What do you see inside a bee hive? http://youtu.be/KFS8yfpMTuI
I am always curious of what is inside my hive. What are they all doing all day long. But not want to open up the hive every time disrupting their process.
I hate crushing bees after a hive inspection too. It seems after on the next inspection that always a few I killed with
the heavy hive cover. Squish and crunch! There they go again--bye bye. It took almost a month to make these little girls with time and resources. I don't want to bee a bee killer anymore. So what is the plan or idea to improve and not killing them anymore.
I had an idea to make a cheap foam top screen cover that will fit inside the heavy hive cover without killing my bees. So far so good with the test drive.
Even when the foam sat on top of the bees they will not get crush because it is light weight than the heavy cover. This allow them time to crawl back into the hive again from the box edge. Then I just gently released the hive cover to seal everything all back again. What do you think? Any better idea than the one I have without killing these gentle bees? I have bees that I can just pick them up now without a sting yet. Gentle bees are hard to find it seems.
Nah, not a secret at all. Actually pretty simple to make under 20 minutes to assemble everything together.
I tested it tonight using red LED lights to see if any would get squish. There are many more bees inside
the hive at night time almost double the amount than the day time. On purpose I let go of the foam
when they try to crawl out knowing that it is too light to kill any of them. So I open it up again and sure
enough, the bee still alive and crawl back into the hive. Not bad for a night test, eh. Only time will tell
as I run more tests on them. These are not the hard foam but the light and porous type. They are safe
for the bees though.
what i did to prevent squishing bees was I added a screw to each corner of my hive and screwed it to the height of bee ,space and now no more crushed bees when I put on the outer cover. But I like your idea too.
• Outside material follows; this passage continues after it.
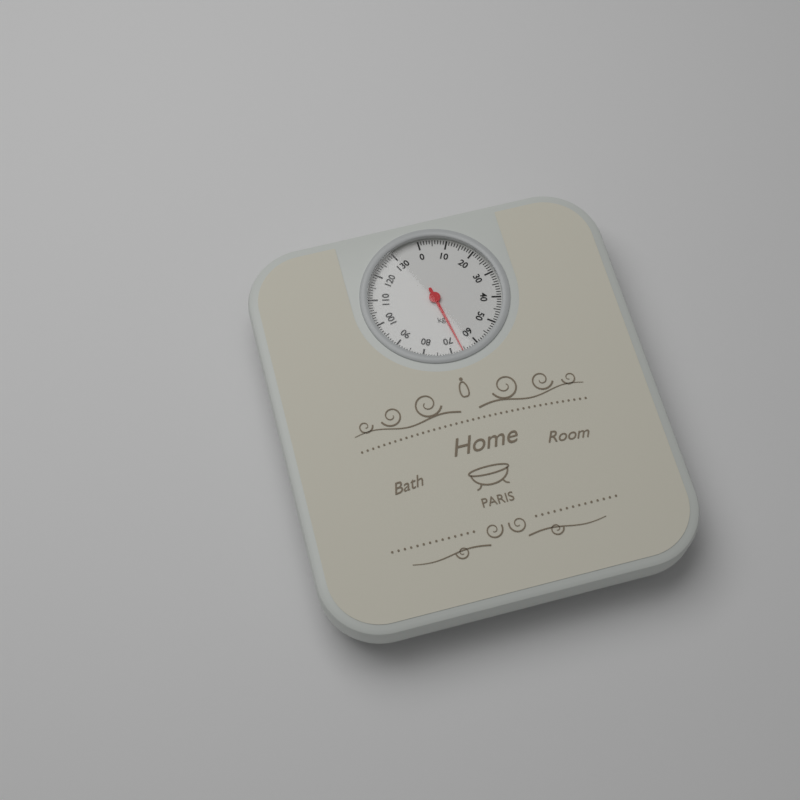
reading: 66 kg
It was a successful test. None of the bees got kill either at night or day time.
Today I put a small honey trough inside the inner foam screen cover. There are
many hungry nurse bees inside at the top. The foragers can barely keep up to feed them all.
They out number the foragers 3 to 1. And sometimes gather at the hive entrance
so the returning foragers can feed them. So they're always hungry for foods.
I wonder if the nurse bees do poop inside the hive also?
It is early Spring here so I wonder should I also put a patty inside the hive for the nurse
bees since the last one finished already?
The honey trough is small but long enough that the honey inside not even last 15
minutes and the hungry nurse bees ate them all. Now I have to put a second round for them.
One advantage of having a screen over them is that the nurse bees not running around to
the outside edge. And if the weather is hot enough that they started fanning at the hive
entrance, pop open the hive cover small enough while letting the hot air escape will stop them from
fanning and refocus on foraging again. Because the hive is cooler now inside with the warm airflow.
The airflow can be adjusted by how big a gap to open the top cover with a small stick for the gap.